Entries taken from a collection
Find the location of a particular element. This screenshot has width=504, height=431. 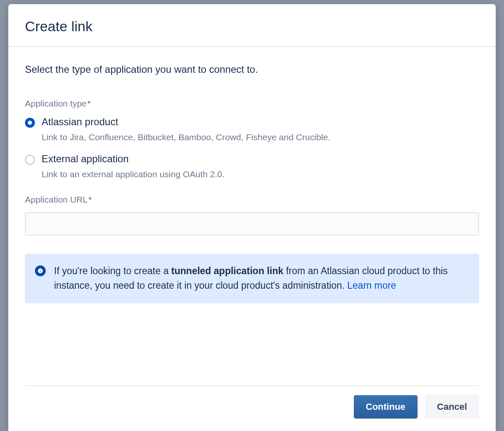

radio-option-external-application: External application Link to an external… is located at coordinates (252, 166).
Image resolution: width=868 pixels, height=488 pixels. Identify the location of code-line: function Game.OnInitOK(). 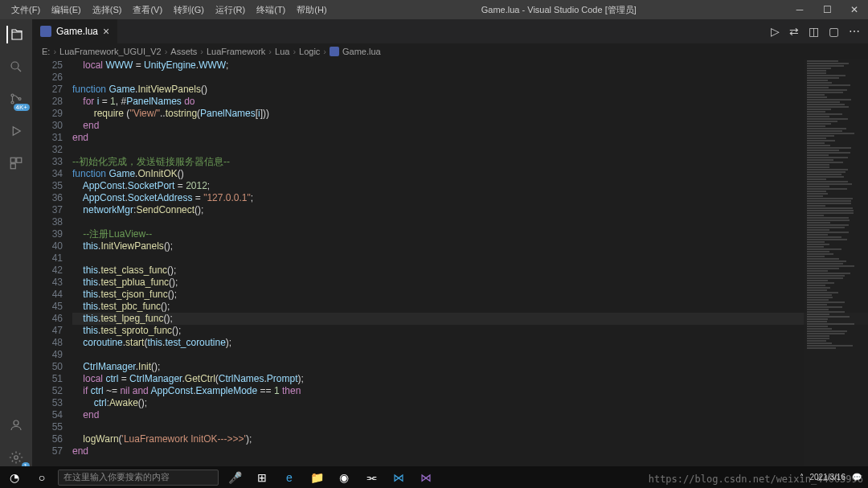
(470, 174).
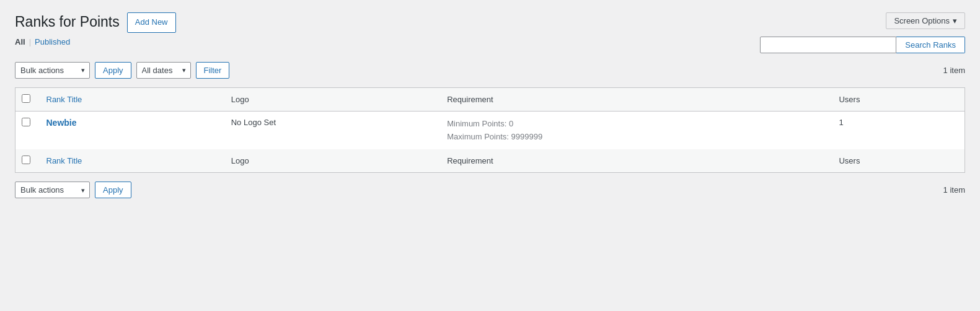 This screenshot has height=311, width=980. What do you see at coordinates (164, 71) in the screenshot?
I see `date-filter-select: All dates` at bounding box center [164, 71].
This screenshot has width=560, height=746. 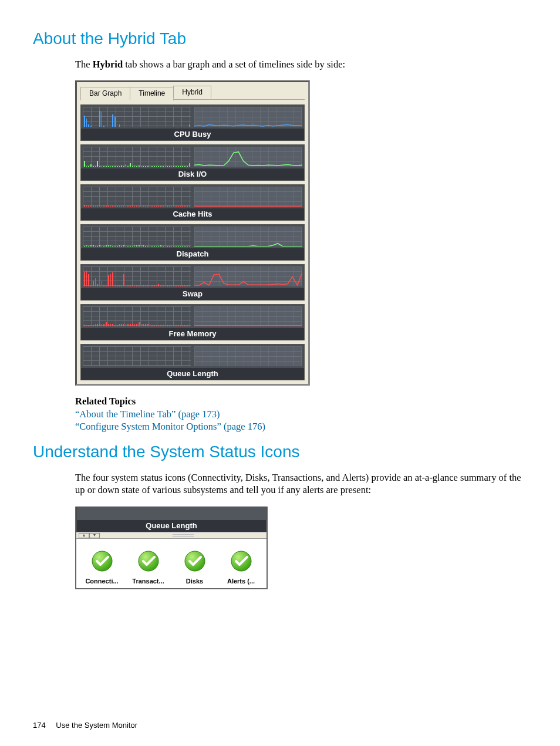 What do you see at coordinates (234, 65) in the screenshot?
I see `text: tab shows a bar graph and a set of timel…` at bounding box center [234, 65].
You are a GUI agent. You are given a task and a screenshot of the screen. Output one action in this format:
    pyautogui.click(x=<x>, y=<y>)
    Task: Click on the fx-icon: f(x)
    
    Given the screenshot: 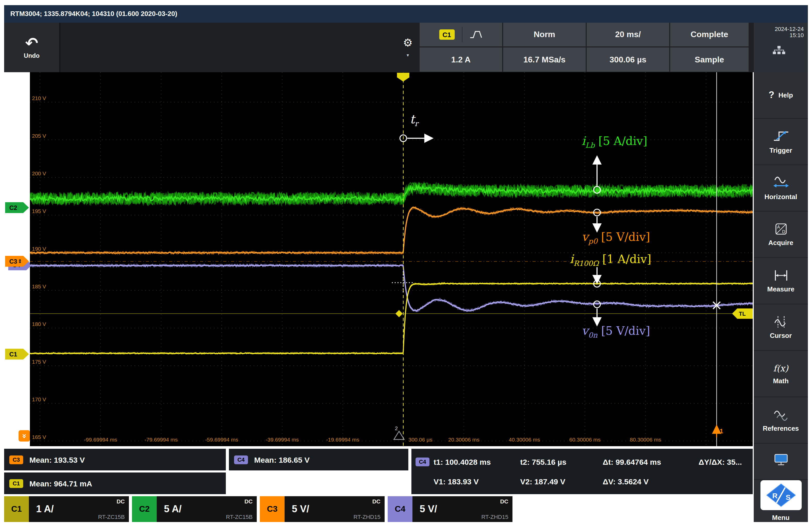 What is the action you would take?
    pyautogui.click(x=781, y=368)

==

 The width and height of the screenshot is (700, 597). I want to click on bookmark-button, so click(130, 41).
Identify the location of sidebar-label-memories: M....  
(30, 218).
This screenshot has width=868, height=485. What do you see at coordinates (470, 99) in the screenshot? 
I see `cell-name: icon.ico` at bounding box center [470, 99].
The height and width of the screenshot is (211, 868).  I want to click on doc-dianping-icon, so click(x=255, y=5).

● **Problem to work on**: Taking the entries above, print exactly the lines starting at the line with "Identify the location of sidebar-label-memories: M...." and ending at the line with "The height and", both included.

● **Solution for this task**:
Identify the location of sidebar-label-memories: M....  
(30, 218).
This screenshot has width=868, height=485. What do you see at coordinates (470, 99) in the screenshot? 
I see `cell-name: icon.ico` at bounding box center [470, 99].
The height and width of the screenshot is (211, 868).  I want to click on doc-dianping-icon, so click(x=255, y=5).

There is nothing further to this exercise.